Investors
cheered Yahoo Inc's plans to keep a larger-than-expected stake in
Chinese e-commerce giant Alibaba Group Holding Ltd, overlooking
continuing softness in its core online advertising business.Yahoo rose
nearly 1 percent to $33.70 in afterhours trading as it said it would
sell fewer shares than originally agreed from its 24 percent stake when
Alibaba goes public.That means Yahoo will reap more gains if Alibaba's
stock surges after the IPO, said Ben Schachter, an analyst with
Macquarie Research."The idea is you don't want to have to sell at the
IPO price, you want to sell later to potentially get the appreciation
going up," he said.Yahoo's core business of selling online display and
search advertising remained soft in the third quarter under fierce
competition from Facebook Inc and Google Inc.Prices for Yahoo's display
ads declined 7 percent year-over-year, while the number of display ads
sold increased roughly 1 percent.Revenue from search advertising, which
accounts for 39 percent of the total, was up 3 percent year-over-year,
excluding certain costs.Yahoo Chief Executive Marissa Mayer pointed to
improvements in user traffic to the company's various Web destinations
and said the increasing usage would start to show up in Yahoo's revenue
growth in the coming year.She said that users of Yahoo's mobile products
increased 15 percent from the previous quarter to 390 million, while
traffic to a revamped version of Yahoo's sports website had doubled.
"We are in this to win and to win big,vacuum bottle"
Mayer said during a post-earnings video conference that was streamed
live on the company's website.She said new "native" ad formats that
Yahoo had begun experimenting with had encouraging results that could
help Yahoo boost revenue on its mobile products, which she described as
"under-monetized."Yahoo said it earned $297 million in net income in the
third quarter, or 28 cents a share, compared to $3.16 billion or $2.thermos flask64 a share in the third quarter of 2012,vacuum flask when
Yahoo's results included a $2.8 billion gain from the sale of a portion
of its stake in Alibaba Group.Excluding certain items, Yahoo said it
earned 34 cents per share, a penny above the average analyst
estimate.Yahoo's stock price has more than doubled since Mayer took the
reins in July 2012. But analysts say much of the gain is due to
aggressive stock buybacks and Alibaba's expected IPO."They're very
fortunate that people aren't putting that much emphasis on the core
business, they're owning it as a proxy for Alibaba,united-promo"
said Colin Gillis, an analyst with BGC Partners.Yahoo included
Alibaba's second-quarter financial results in its quarterly earnings
report on Tuesday.Alibaba grew revenue 61 percent to $1.74 billion in
the April to June period, while net income leapt 159 percent to $707
million. That pace of revenue growth is down from 71 percent in the
first quarter, but still exceeded Gillis' forecast for about 54 percent.
Yahoo
took down its own forecast for the full 2013 year, trimming the
midpoint of its net revenue guidance from $4.5 billion to $4.425
billion. The company also said its adjusted operating income would be
lower than it previously projected."They're clearly investing, putting
more dollars to work here," said JMP Securities analyst Ronald Josey,
adding that it was unclear when those investments would start to pay
off.Mayer, a former Google executive, has focused on revamping Yahoo's
Web products since joining the company in July 2012.But while Mayer has
brought back some buzz to beilin-bearingthe
Yahoo brand, analysts say the company's business remains challenged by
an industry-wide shift to automated online advertising exchanges. These
exchanges, which allow marketers to buy ads across a wide variety of
websites, have pushed down the price of the premium display ads that
Yahoo sells."The premium business is changing and getting smaller," said
BGC Partner's Gillis. Until Yahoo adjusts its online ad sales business
to the changes, "it's going to be painful," he said.The Web portal
reported $1.081 billion in net revenue, which excludes fees paid to
third-party websites, in the three months ended September 30, compared
with $1.089 billion in the year-ago period. The average analyst
expectation was for net revenue of $1.082 billion, according to Thomson Reuters I/B/E/S.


**Exercise:**
Please retype each record exactly as it stands below.
#### Provided data
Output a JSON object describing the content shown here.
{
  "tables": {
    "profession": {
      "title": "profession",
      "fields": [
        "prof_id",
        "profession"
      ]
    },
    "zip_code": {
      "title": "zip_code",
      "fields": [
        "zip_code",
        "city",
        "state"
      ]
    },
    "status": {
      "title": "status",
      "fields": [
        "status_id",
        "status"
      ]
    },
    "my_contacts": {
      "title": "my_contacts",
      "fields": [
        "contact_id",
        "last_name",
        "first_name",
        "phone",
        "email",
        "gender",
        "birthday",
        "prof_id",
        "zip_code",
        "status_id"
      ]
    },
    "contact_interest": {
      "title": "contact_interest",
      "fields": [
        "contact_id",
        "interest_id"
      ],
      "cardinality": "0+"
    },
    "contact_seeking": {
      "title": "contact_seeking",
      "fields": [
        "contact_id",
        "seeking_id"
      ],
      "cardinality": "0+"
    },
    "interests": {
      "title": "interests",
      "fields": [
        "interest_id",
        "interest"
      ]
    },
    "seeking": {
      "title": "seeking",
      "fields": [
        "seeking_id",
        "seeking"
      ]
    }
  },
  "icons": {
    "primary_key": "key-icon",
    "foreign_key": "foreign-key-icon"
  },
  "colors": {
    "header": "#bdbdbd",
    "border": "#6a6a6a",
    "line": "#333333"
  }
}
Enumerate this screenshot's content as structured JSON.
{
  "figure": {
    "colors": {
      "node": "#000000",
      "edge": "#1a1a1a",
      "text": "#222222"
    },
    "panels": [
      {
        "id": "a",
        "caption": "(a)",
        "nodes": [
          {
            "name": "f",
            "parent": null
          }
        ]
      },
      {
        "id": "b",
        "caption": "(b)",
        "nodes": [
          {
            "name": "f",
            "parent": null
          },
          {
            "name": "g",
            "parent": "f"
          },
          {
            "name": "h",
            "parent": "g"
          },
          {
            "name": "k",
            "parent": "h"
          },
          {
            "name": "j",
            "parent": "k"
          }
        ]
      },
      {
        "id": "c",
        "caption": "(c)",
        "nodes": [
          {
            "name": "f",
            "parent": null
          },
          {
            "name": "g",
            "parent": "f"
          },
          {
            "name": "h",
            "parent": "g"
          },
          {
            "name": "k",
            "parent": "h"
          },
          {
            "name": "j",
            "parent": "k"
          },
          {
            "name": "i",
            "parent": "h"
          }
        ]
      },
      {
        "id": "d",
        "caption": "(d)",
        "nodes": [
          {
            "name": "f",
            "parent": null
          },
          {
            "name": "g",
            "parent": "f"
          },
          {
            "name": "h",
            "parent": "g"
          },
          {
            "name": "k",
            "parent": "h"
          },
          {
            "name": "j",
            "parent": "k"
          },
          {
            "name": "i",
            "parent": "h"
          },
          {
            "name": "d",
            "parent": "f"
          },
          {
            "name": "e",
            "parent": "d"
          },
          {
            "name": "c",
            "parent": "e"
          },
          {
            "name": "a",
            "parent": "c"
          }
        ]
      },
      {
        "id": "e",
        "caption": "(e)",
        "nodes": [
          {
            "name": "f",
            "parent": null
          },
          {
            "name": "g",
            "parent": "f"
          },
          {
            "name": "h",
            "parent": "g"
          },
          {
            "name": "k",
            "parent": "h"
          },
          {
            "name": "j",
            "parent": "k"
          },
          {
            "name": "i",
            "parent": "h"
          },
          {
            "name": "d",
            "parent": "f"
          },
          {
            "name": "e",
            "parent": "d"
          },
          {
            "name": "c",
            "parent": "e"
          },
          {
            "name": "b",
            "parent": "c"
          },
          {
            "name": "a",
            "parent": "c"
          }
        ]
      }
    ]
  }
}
########
**Response to the task:**
Output a JSON object describing the content shown here.
{
  "tables": {
    "profession": {
      "title": "profession",
      "fields": [
        "prof_id",
        "profession"
      ]
    },
    "zip_code": {
      "title": "zip_code",
      "fields": [
        "zip_code",
        "city",
        "state"
      ]
    },
    "status": {
      "title": "status",
      "fields": [
        "status_id",
        "status"
      ]
    },
    "my_contacts": {
      "title": "my_contacts",
      "fields": [
        "contact_id",
        "last_name",
        "first_name",
        "phone",
        "email",
        "gender",
        "birthday",
        "prof_id",
        "zip_code",
        "status_id"
      ]
    },
    "contact_interest": {
      "title": "contact_interest",
      "fields": [
        "contact_id",
        "interest_id"
      ],
      "cardinality": "0+"
    },
    "contact_seeking": {
      "title": "contact_seeking",
      "fields": [
        "contact_id",
        "seeking_id"
      ],
      "cardinality": "0+"
    },
    "interests": {
      "title": "interests",
      "fields": [
        "interest_id",
        "interest"
      ]
    },
    "seeking": {
      "title": "seeking",
      "fields": [
        "seeking_id",
        "seeking"
      ]
    }
  },
  "icons": {
    "primary_key": "key-icon",
    "foreign_key": "foreign-key-icon"
  },
  "colors": {
    "header": "#bdbdbd",
    "border": "#6a6a6a",
    "line": "#333333"
  }
}
Enumerate this screenshot's content as structured JSON.
{
  "figure": {
    "colors": {
      "node": "#000000",
      "edge": "#1a1a1a",
      "text": "#222222"
    },
    "panels": [
      {
        "id": "a",
        "caption": "(a)",
        "nodes": [
          {
            "name": "f",
            "parent": null
          }
        ]
      },
      {
        "id": "b",
        "caption": "(b)",
        "nodes": [
          {
            "name": "f",
            "parent": null
          },
          {
            "name": "g",
            "parent": "f"
          },
          {
            "name": "h",
            "parent": "g"
          },
          {
            "name": "k",
            "parent": "h"
          },
          {
            "name": "j",
            "parent": "k"
          }
        ]
      },
      {
        "id": "c",
        "caption": "(c)",
        "nodes": [
          {
            "name": "f",
            "parent": null
          },
          {
            "name": "g",
            "parent": "f"
          },
          {
            "name": "h",
            "parent": "g"
          },
          {
            "name": "k",
            "parent": "h"
          },
          {
            "name": "j",
            "parent": "k"
          },
          {
            "name": "i",
            "parent": "h"
          }
        ]
      },
      {
        "id": "d",
        "caption": "(d)",
        "nodes": [
          {
            "name": "f",
            "parent": null
          },
          {
            "name": "g",
            "parent": "f"
          },
          {
            "name": "h",
            "parent": "g"
          },
          {
            "name": "k",
            "parent": "h"
          },
          {
            "name": "j",
            "parent": "k"
          },
          {
            "name": "i",
            "parent": "h"
          },
          {
            "name": "d",
            "parent": "f"
          },
          {
            "name": "e",
            "parent": "d"
          },
          {
            "name": "c",
            "parent": "e"
          },
          {
            "name": "a",
            "parent": "c"
          }
        ]
      },
      {
        "id": "e",
        "caption": "(e)",
        "nodes": [
          {
            "name": "f",
            "parent": null
          },
          {
            "name": "g",
            "parent": "f"
          },
          {
            "name": "h",
            "parent": "g"
          },
          {
            "name": "k",
            "parent": "h"
          },
          {
            "name": "j",
            "parent": "k"
          },
          {
            "name": "i",
            "parent": "h"
          },
          {
            "name": "d",
            "parent": "f"
          },
          {
            "name": "e",
            "parent": "d"
          },
          {
            "name": "c",
            "parent": "e"
          },
          {
            "name": "b",
            "parent": "c"
          },
          {
            "name": "a",
            "parent": "c"
          }
        ]
      }
    ]
  }
}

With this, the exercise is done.